I am Professor of English and Comparative Literature at UCLA, and the author of Romantic Imperialism (Cambridge University Press, 1998), William Blake and the Impossible History of the 1790s (University of Chicago Press, 2003), and Palestine Inside Out: An Everyday Occupation (WW Norton, 2008).
I am also the co-editor of The Arabian Nights in Historical Context (Oxford University Press, 2008) and Marxism Beyond Marxism (Routledge, 1996), as well as Editor of the journal Nineteenth-Century Literature.
I received my PhD from the Literature Program at Duke University in 1993, and my BA from Wesleyan University in 1987.
Most of my scholarship focuses on the culture of modernity and empire in late eighteenth- and early nineteenth-century Britain (the Romantic period), but I am also interested in the consequences and afterlives of modernity and empire in the contemporary Arab world, especially Lebanon and Palestine, about which I have published extensively in scholarly books as well as in academic journals such as Critical Inquiry.
In the spirit of speaking not only to a relatively narrow circle of scholars sharing a common expertise but to a broader public as well, I have written a number of articles on contemporary events which have appeared in, among others, The Los Angeles Times, The Washington Post, The Chicago Tribune, The Nation, The Huffington Post, The London Review of Books and the Beirut newspaper al-akhbar.
I have also spoken or appeared on, among others, the BBC World Service, National Public Radio, al-Jazeera, PBS, and Radio National in Australia.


▶ Assigned task
State the number of lines in the following material that contain the string "icon", and nothing else.

▶ Data records
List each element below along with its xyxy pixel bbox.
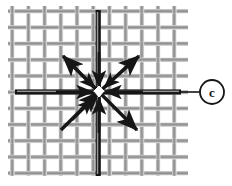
callout-c: c bbox=[181, 80, 224, 104]
figure-container: c bbox=[0, 0, 232, 186]
callout-label: c bbox=[209, 85, 215, 100]
wire-mesh-diagram: c bbox=[0, 0, 232, 186]
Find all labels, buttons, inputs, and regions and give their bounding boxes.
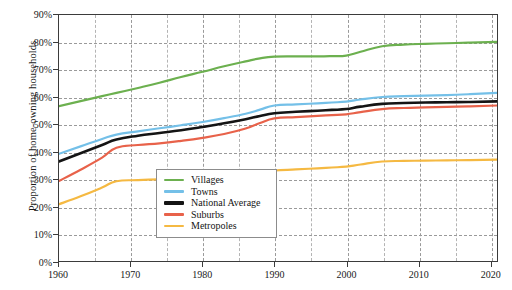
y-tick-mark (53, 97, 58, 98)
y-tick-mark (53, 179, 58, 180)
legend-item-villages[interactable]: Villages (164, 174, 269, 186)
x-tick-label: 1980 (192, 269, 212, 280)
series-lines (59, 15, 497, 262)
legend-swatch-icon (164, 190, 184, 193)
legend-item-metropoles[interactable]: Metropoles (164, 220, 269, 232)
legend-item-towns[interactable]: Towns (164, 186, 269, 198)
legend-item-label: Villages (191, 174, 224, 186)
y-tick-mark (53, 207, 58, 208)
x-tick-label: 1970 (120, 269, 140, 280)
y-tick-mark (53, 152, 58, 153)
x-tick-mark (130, 262, 131, 267)
y-tick-mark (53, 14, 58, 15)
legend-item-label: Towns (191, 186, 218, 198)
x-tick-mark (347, 262, 348, 267)
home-ownership-line-chart: Proportion of home-owning households 0%1… (0, 0, 512, 290)
x-tick-mark (58, 262, 59, 267)
legend-swatch-icon (164, 201, 184, 205)
x-tick-label: 1990 (264, 269, 284, 280)
legend-item-national-average[interactable]: National Average (164, 197, 269, 209)
chart-legend: VillagesTownsNational AverageSuburbsMetr… (156, 169, 277, 238)
legend-item-label: National Average (191, 197, 261, 209)
x-tick-mark (274, 262, 275, 267)
x-tick-mark (202, 262, 203, 267)
x-tick-label: 1960 (48, 269, 68, 280)
y-tick-mark (53, 234, 58, 235)
legend-swatch-icon (164, 213, 184, 216)
series-line-national-average (59, 101, 497, 161)
y-tick-mark (53, 42, 58, 43)
legend-item-suburbs[interactable]: Suburbs (164, 209, 269, 221)
x-tick-label: 2020 (481, 269, 501, 280)
x-tick-label: 2010 (409, 269, 429, 280)
x-tick-label: 2000 (337, 269, 357, 280)
y-tick-mark (53, 124, 58, 125)
x-tick-mark (419, 262, 420, 267)
y-tick-mark (53, 69, 58, 70)
series-line-metropoles (59, 160, 497, 205)
legend-swatch-icon (164, 225, 184, 228)
plot-area (58, 14, 498, 262)
x-tick-mark (491, 262, 492, 267)
legend-swatch-icon (164, 179, 184, 182)
legend-item-label: Metropoles (191, 220, 237, 232)
legend-item-label: Suburbs (191, 209, 224, 221)
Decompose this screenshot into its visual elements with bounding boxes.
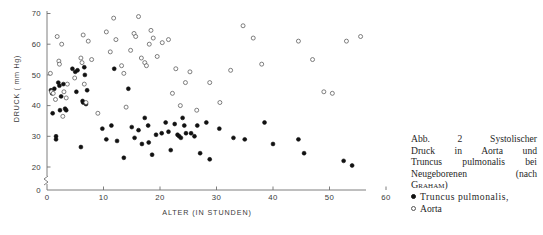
data-point-aorta: [359, 35, 363, 39]
caption-line-4: Neugeborenen (nach: [411, 168, 537, 180]
data-point-aorta: [86, 39, 90, 43]
svg-text:0: 0: [36, 186, 41, 195]
data-point-aorta: [53, 97, 57, 101]
data-point-truncus-pulmonalis: [59, 94, 63, 98]
svg-text:30: 30: [212, 193, 222, 202]
data-point-truncus-pulmonalis: [167, 130, 171, 134]
svg-text:60: 60: [381, 193, 391, 202]
data-point-aorta: [84, 101, 88, 105]
data-point-aorta: [241, 24, 245, 28]
data-point-truncus-pulmonalis: [204, 121, 208, 125]
data-point-aorta: [296, 39, 300, 43]
svg-text:70: 70: [32, 9, 42, 18]
data-point-aorta: [104, 30, 108, 34]
open-circle-icon: [411, 206, 416, 211]
data-point-truncus-pulmonalis: [160, 131, 164, 135]
svg-text:50: 50: [325, 193, 335, 202]
caption-author: Graham: [411, 179, 444, 190]
data-point-aorta: [170, 91, 174, 95]
data-point-truncus-pulmonalis: [115, 139, 119, 143]
data-point-aorta: [122, 71, 126, 75]
data-point-truncus-pulmonalis: [83, 73, 87, 77]
data-point-aorta: [108, 50, 112, 54]
data-point-aorta: [48, 71, 52, 75]
data-point-aorta: [73, 76, 77, 80]
data-point-truncus-pulmonalis: [79, 145, 83, 149]
data-point-aorta: [322, 90, 326, 94]
data-point-aorta: [82, 82, 86, 86]
data-point-truncus-pulmonalis: [104, 137, 108, 141]
data-point-truncus-pulmonalis: [263, 121, 267, 125]
data-point-truncus-pulmonalis: [61, 82, 65, 86]
data-point-truncus-pulmonalis: [57, 84, 61, 88]
data-point-truncus-pulmonalis: [243, 137, 247, 141]
data-point-truncus-pulmonalis: [217, 127, 221, 131]
legend-label-aorta: Aorta: [420, 203, 442, 215]
data-point-aorta: [344, 39, 348, 43]
data-point-aorta: [160, 41, 164, 45]
data-point-aorta: [183, 81, 187, 85]
data-point-aorta: [57, 62, 61, 66]
svg-text:40: 40: [268, 193, 278, 202]
data-point-truncus-pulmonalis: [64, 108, 68, 112]
legend-label-truncus-pulmonalis: Truncus pulmonalis,: [420, 191, 509, 203]
data-point-aorta: [139, 56, 143, 60]
data-point-aorta: [120, 64, 124, 68]
data-point-truncus-pulmonalis: [189, 131, 193, 135]
svg-text:20: 20: [32, 163, 42, 172]
data-point-truncus-pulmonalis: [130, 125, 134, 129]
figure-container: 02030405060700102030405060 DRUCK ( mm Hg…: [0, 0, 543, 235]
y-axis-title: DRUCK ( mm Hg): [12, 29, 21, 149]
data-point-truncus-pulmonalis: [169, 148, 173, 152]
data-point-aorta: [62, 90, 66, 94]
data-point-truncus-pulmonalis: [137, 128, 141, 132]
data-point-truncus-pulmonalis: [146, 124, 150, 128]
data-point-aorta: [60, 42, 64, 46]
data-point-aorta: [80, 61, 84, 65]
data-point-aorta: [178, 104, 182, 108]
data-point-aorta: [144, 64, 148, 68]
caption-line-3: Truncus pulmonalis bei: [411, 156, 537, 168]
data-point-aorta: [90, 58, 94, 62]
data-point-truncus-pulmonalis: [173, 122, 177, 126]
data-point-aorta: [114, 38, 118, 42]
legend-item-truncus-pulmonalis: Truncus pulmonalis,: [411, 191, 537, 203]
svg-text:50: 50: [32, 71, 42, 80]
data-point-aorta: [147, 42, 151, 46]
data-point-truncus-pulmonalis: [85, 88, 89, 92]
data-point-truncus-pulmonalis: [232, 136, 236, 140]
data-point-aorta: [218, 101, 222, 105]
data-point-truncus-pulmonalis: [195, 124, 199, 128]
data-point-truncus-pulmonalis: [302, 151, 306, 155]
data-point-truncus-pulmonalis: [296, 137, 300, 141]
data-point-aorta: [251, 36, 255, 40]
data-point-truncus-pulmonalis: [208, 157, 212, 161]
legend-item-aorta: Aorta: [411, 203, 537, 215]
data-point-aorta: [149, 28, 153, 32]
data-point-truncus-pulmonalis: [150, 153, 154, 157]
data-point-truncus-pulmonalis: [74, 90, 78, 94]
data-point-truncus-pulmonalis: [143, 116, 147, 120]
data-point-truncus-pulmonalis: [122, 156, 126, 160]
data-point-aorta: [81, 33, 85, 37]
data-point-aorta: [166, 38, 170, 42]
caption-line-5: Graham): [411, 179, 537, 191]
data-point-aorta: [330, 91, 334, 95]
caption-line-1: Abb. 2 Systolischer: [411, 133, 537, 145]
data-point-aorta: [311, 58, 315, 62]
data-point-aorta: [112, 16, 116, 20]
data-point-aorta: [195, 108, 199, 112]
data-point-aorta: [51, 91, 55, 95]
data-point-aorta: [64, 96, 68, 100]
svg-text:60: 60: [32, 40, 42, 49]
filled-circle-icon: [411, 194, 416, 199]
data-point-aorta: [208, 81, 212, 85]
data-point-truncus-pulmonalis: [147, 140, 151, 144]
svg-text:30: 30: [32, 132, 42, 141]
data-point-truncus-pulmonalis: [184, 131, 188, 135]
data-point-truncus-pulmonalis: [271, 142, 275, 146]
data-point-aorta: [96, 111, 100, 115]
data-point-truncus-pulmonalis: [51, 111, 55, 115]
data-point-truncus-pulmonalis: [350, 164, 354, 168]
data-point-truncus-pulmonalis: [198, 151, 202, 155]
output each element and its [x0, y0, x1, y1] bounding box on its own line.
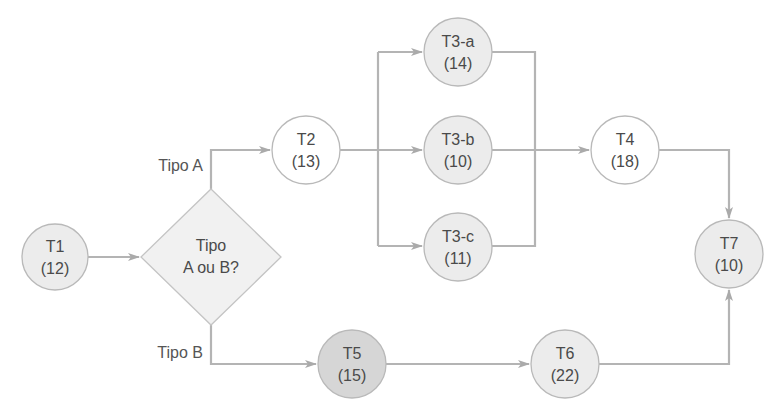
node-t3b-name: T3-b [442, 131, 475, 148]
node-t4-name: T4 [616, 131, 635, 148]
node-t1-duration: (12) [41, 260, 69, 277]
node-t6: T6 (22) [531, 330, 599, 398]
node-t3b-duration: (10) [444, 153, 472, 170]
node-t3c-duration: (11) [444, 250, 471, 267]
edge-t6-t7 [599, 290, 729, 364]
node-t3c-name: T3-c [442, 228, 474, 245]
edge-t4-t7 [659, 150, 729, 218]
node-t7: T7 (10) [695, 220, 763, 288]
node-t5: T5 (15) [318, 330, 386, 398]
node-t3b: T3-b (10) [424, 116, 492, 184]
node-t2: T2 (13) [272, 116, 340, 184]
decision-node: Tipo A ou B? [141, 189, 281, 325]
decision-line2: A ou B? [183, 259, 239, 276]
node-t4: T4 (18) [591, 116, 659, 184]
node-t2-duration: (13) [292, 153, 320, 170]
node-t6-name: T6 [556, 345, 575, 362]
node-t3a-name: T3-a [442, 33, 475, 50]
node-t3c: T3-c (11) [424, 213, 492, 281]
branch-label-tipo-a: Tipo A [158, 157, 203, 174]
decision-diamond-shape [141, 189, 281, 325]
edges [88, 52, 729, 364]
node-t1-name: T1 [46, 238, 65, 255]
node-t7-name: T7 [720, 235, 739, 252]
node-t6-duration: (22) [551, 367, 579, 384]
node-t1: T1 (12) [22, 224, 88, 290]
node-t4-duration: (18) [611, 153, 639, 170]
node-t7-duration: (10) [715, 257, 743, 274]
node-t5-duration: (15) [338, 367, 366, 384]
task-flow-diagram: Tipo A ou B? Tipo A Tipo B T1 (12) T2 (1… [0, 0, 776, 403]
edge-decision-t5 [211, 325, 316, 364]
node-t3a-duration: (14) [444, 55, 472, 72]
node-t5-name: T5 [343, 345, 362, 362]
node-t2-name: T2 [297, 131, 316, 148]
decision-line1: Tipo [196, 237, 227, 254]
branch-label-tipo-b: Tipo B [157, 344, 203, 361]
edge-decision-t2 [211, 150, 270, 189]
node-t3a: T3-a (14) [424, 18, 492, 86]
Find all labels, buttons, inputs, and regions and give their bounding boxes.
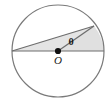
center-point-label: O [54, 54, 62, 66]
circle-diagram-svg: θ O [0, 0, 108, 104]
geometry-figure: θ O [0, 0, 108, 104]
angle-theta-label: θ [68, 36, 73, 47]
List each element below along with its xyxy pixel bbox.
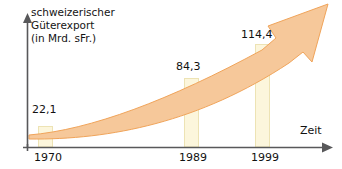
y-axis-label-line-2: Güterexport [31,19,115,32]
y-axis-label-line-3: (in Mrd. sFr.) [31,32,115,45]
y-axis-label: schweizerischer Güterexport (in Mrd. sFr… [31,6,115,44]
value-label-1989: 84,3 [176,60,201,73]
x-tick-label-1989: 1989 [179,151,207,164]
y-axis-label-line-1: schweizerischer [31,6,115,19]
x-axis [23,143,333,153]
chart-container: schweizerischer Güterexport (in Mrd. sFr… [0,0,342,169]
x-tick-label-1999: 1999 [251,151,279,164]
x-tick-label-1970: 1970 [34,151,62,164]
x-axis-label: Zeit [300,124,322,137]
value-label-1999: 114,4 [241,28,273,41]
value-label-1970: 22,1 [32,103,57,116]
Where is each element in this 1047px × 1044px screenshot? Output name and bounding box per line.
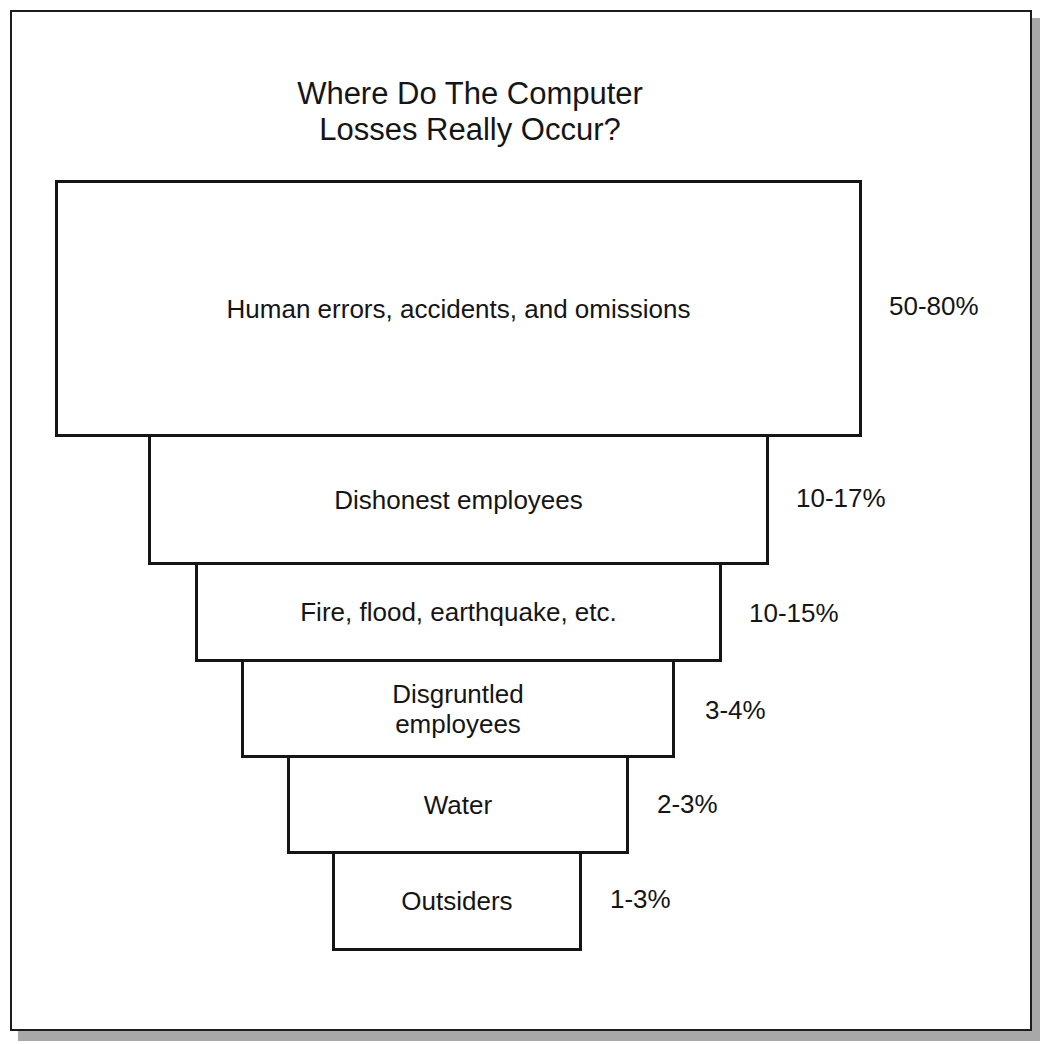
level-percent-water: 2-3% bbox=[657, 789, 718, 819]
level-box-outsiders: Outsiders bbox=[332, 851, 582, 951]
level-label-line-2: employees bbox=[392, 709, 524, 739]
title-line-1: Where Do The Computer bbox=[200, 76, 740, 112]
level-box-water: Water bbox=[287, 755, 629, 854]
level-label-line-1: Disgruntled bbox=[392, 679, 524, 709]
level-percent-human-errors: 50-80% bbox=[889, 291, 979, 321]
title-line-2: Losses Really Occur? bbox=[200, 112, 740, 148]
level-label: Outsiders bbox=[401, 886, 512, 916]
level-box-disgruntled-employees: Disgruntled employees bbox=[241, 659, 675, 758]
level-box-human-errors: Human errors, accidents, and omissions bbox=[55, 180, 862, 437]
level-box-dishonest-employees: Dishonest employees bbox=[148, 434, 769, 565]
level-percent-outsiders: 1-3% bbox=[610, 884, 671, 914]
level-percent-fire-flood-earthquake: 10-15% bbox=[749, 598, 839, 628]
level-box-fire-flood-earthquake: Fire, flood, earthquake, etc. bbox=[195, 562, 722, 662]
level-percent-disgruntled-employees: 3-4% bbox=[705, 695, 766, 725]
level-percent-dishonest-employees: 10-17% bbox=[796, 483, 886, 513]
level-label: Disgruntled employees bbox=[392, 679, 524, 739]
figure-title: Where Do The Computer Losses Really Occu… bbox=[200, 76, 740, 148]
level-label: Dishonest employees bbox=[334, 485, 583, 515]
level-label: Water bbox=[424, 790, 492, 820]
level-label: Human errors, accidents, and omissions bbox=[227, 294, 691, 324]
level-label: Fire, flood, earthquake, etc. bbox=[300, 597, 617, 627]
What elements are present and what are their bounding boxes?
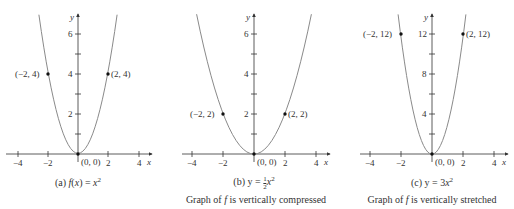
y-tick-label: 2	[68, 109, 73, 119]
caption-exponent: 2	[98, 176, 102, 184]
x-tick-label: 4	[137, 158, 142, 168]
y-tick-label: 4	[68, 69, 73, 79]
y-tick-label: 8	[422, 69, 427, 79]
x-tick-label: 2	[283, 158, 288, 168]
x-axis-label: x	[146, 157, 151, 167]
y-axis-label: y	[69, 12, 74, 22]
origin-marker	[430, 152, 433, 155]
subcaption-b: Graph of f is vertically compressed	[186, 194, 326, 205]
caption-a: (a) f(x) = x2	[55, 176, 101, 188]
origin-marker	[76, 152, 79, 155]
caption-exponent: 2	[450, 176, 454, 184]
y-tick-label: 2	[244, 109, 249, 119]
graph-a: (−2, 4) (2, 4) (0, 0) −4 −2 2 4 x 2 4 6 …	[6, 12, 152, 168]
x-axis-label: x	[323, 157, 328, 167]
point-marker	[461, 32, 464, 35]
caption-prefix: (b) y =	[233, 176, 263, 187]
caption-b: (b) y = 12x2	[233, 175, 274, 191]
caption-prefix: (a)	[55, 177, 69, 188]
point-label: (−2, 4)	[15, 69, 40, 79]
subcaption-text: Graph of	[186, 194, 224, 205]
origin-label: (0, 0)	[435, 157, 455, 167]
point-label: (−2, 12)	[363, 29, 392, 39]
origin-marker	[252, 152, 255, 155]
y-axis-label: y	[423, 12, 428, 22]
x-tick-label: −4	[13, 158, 23, 168]
graph-b: (−2, 2) (2, 2) (0, 0) −4 −2 2 4 x 2 4 6 …	[182, 12, 330, 168]
subcaption-c: Graph of f is vertically stretched	[367, 194, 496, 205]
point-label: (2, 4)	[111, 69, 131, 79]
caption-eq: ) =	[79, 177, 93, 188]
x-tick-label: 4	[314, 158, 319, 168]
graph-c: (−2, 12) (2, 12) (0, 0) −4 −2 2 4 x 4 8 …	[360, 12, 508, 168]
x-tick-label: 2	[461, 158, 466, 168]
origin-label: (0, 0)	[81, 157, 101, 167]
point-marker	[106, 72, 109, 75]
x-tick-label: −2	[218, 158, 228, 168]
origin-label: (0, 0)	[257, 157, 277, 167]
x-tick-label: −4	[365, 158, 375, 168]
subcaption-text: is vertically stretched	[409, 194, 497, 205]
y-axis-label: y	[245, 12, 250, 22]
y-tick-label: 6	[68, 29, 73, 39]
point-marker	[283, 112, 286, 115]
caption-prefix: (c) y = 3	[411, 177, 445, 188]
x-tick-label: 2	[106, 158, 111, 168]
y-tick-label: 12	[418, 29, 427, 39]
point-label: (−2, 2)	[190, 109, 215, 119]
y-tick-label: 4	[422, 109, 427, 119]
point-marker	[46, 72, 49, 75]
point-label: (2, 12)	[466, 29, 490, 39]
caption-exponent: 2	[271, 175, 275, 183]
point-label: (2, 2)	[288, 109, 308, 119]
caption-c: (c) y = 3x2	[411, 176, 453, 188]
x-tick-label: −2	[43, 158, 53, 168]
y-tick-label: 6	[244, 29, 249, 39]
point-marker	[221, 112, 224, 115]
x-axis-label: x	[501, 157, 506, 167]
y-tick-label: 4	[244, 69, 249, 79]
x-tick-label: 4	[492, 158, 497, 168]
x-tick-label: −2	[396, 158, 406, 168]
x-tick-label: −4	[187, 158, 197, 168]
subcaption-text: Graph of	[367, 194, 405, 205]
point-marker	[399, 32, 402, 35]
subcaption-text: is vertically compressed	[227, 194, 326, 205]
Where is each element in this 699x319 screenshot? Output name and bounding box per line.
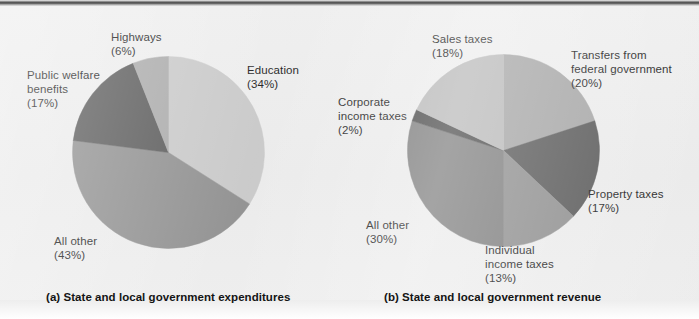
label-all-other-revenue: All other (30%) — [366, 218, 409, 246]
label-corporate-income-taxes: Corporate income taxes (2%) — [338, 95, 407, 138]
label-transfers-from-federal-government: Transfers from federal government (20%) — [571, 48, 672, 91]
label-individual-income-taxes: Individual income taxes (13%) — [485, 243, 554, 286]
pie-expenditures-svg — [72, 56, 265, 249]
caption-revenue: (b) State and local government revenue — [384, 291, 601, 303]
pie-chart-expenditures — [72, 56, 265, 249]
label-all-other-expenditures: All other (43%) — [54, 234, 97, 262]
label-public-welfare-benefits: Public welfare benefits (17%) — [27, 68, 100, 111]
pie-chart-figure: Highways (6%) Education (34%) Public wel… — [0, 0, 699, 319]
label-sales-taxes: Sales taxes (18%) — [432, 32, 493, 60]
label-property-taxes: Property taxes (17%) — [588, 187, 664, 215]
label-highways: Highways (6%) — [111, 30, 162, 58]
label-education: Education (34%) — [247, 63, 299, 91]
caption-expenditures: (a) State and local government expenditu… — [46, 291, 290, 303]
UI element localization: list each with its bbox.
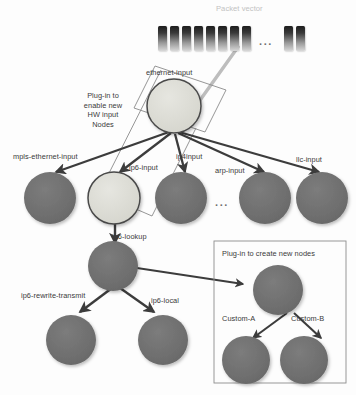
packet-vector-bar — [170, 26, 179, 51]
node-custom-a[interactable] — [222, 336, 270, 384]
edge-custom-parent-to-custom-a — [253, 313, 287, 338]
node-label-llc-input: llc-input — [296, 155, 322, 164]
node-label-ip6-local: ip6-local — [151, 296, 179, 305]
node-label-ip6-lookup: ip6-lookup — [112, 232, 147, 241]
node-label-arp-input: arp-input — [215, 166, 245, 175]
packet-vector-label: Packet vector — [216, 4, 263, 13]
node-label-ip6-rewrite-transmit: ip6-rewrite-transmit — [21, 291, 85, 300]
edge-ip6-lookup-to-ip6-local — [120, 288, 154, 312]
node-label-mpls-ethernet-input: mpls-ethernet-input — [13, 152, 78, 161]
packet-vector-bar — [182, 26, 191, 51]
packet-vector-bar — [296, 26, 305, 51]
node-plugin-box-title: Plug-in to create new nodes — [222, 249, 315, 258]
hw-plugin-annotation: Plug-in to enable new HW input Nodes — [72, 91, 134, 129]
packet-vector-bar — [218, 26, 227, 51]
packet-vector-bar — [230, 26, 239, 51]
packet-vector-ellipsis: ... — [259, 36, 273, 47]
node-label-ip4input: ip4input — [176, 152, 202, 161]
packet-vector-bar — [194, 26, 203, 51]
edge-ip6-lookup-to-custom-parent — [137, 268, 243, 284]
node-custom-parent[interactable] — [253, 265, 303, 315]
node-ip4input[interactable] — [155, 172, 207, 224]
node-ethernet-input[interactable] — [147, 79, 201, 133]
node-ip6-input[interactable] — [88, 172, 140, 224]
diagram-canvas: ... Packet vector ethernet-input Plug-in… — [0, 0, 356, 395]
node-label-custom-a: Custom-A — [222, 314, 255, 323]
node-custom-b[interactable] — [280, 336, 328, 384]
node-ip6-rewrite-transmit[interactable] — [46, 315, 96, 365]
packet-vector-bar — [284, 26, 293, 51]
packet-vector-bar — [242, 26, 251, 51]
node-ip6-local[interactable] — [138, 315, 188, 365]
node-mpls-ethernet-input[interactable] — [24, 172, 76, 224]
node-label-ethernet-input: ethernet-input — [146, 68, 192, 77]
node-arp-input[interactable] — [239, 172, 291, 224]
node-ip6-lookup[interactable] — [88, 241, 138, 291]
node-label-ip6-input: ip6-input — [129, 163, 158, 172]
packet-vector-bar — [206, 26, 215, 51]
node-llc-input[interactable] — [296, 172, 348, 224]
middle-row-ellipsis: ... — [215, 197, 229, 208]
node-label-custom-b: Custom-B — [291, 314, 324, 323]
packet-vector-bar — [158, 26, 167, 51]
graph-svg — [0, 0, 356, 395]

▶ Answer to the exercise
7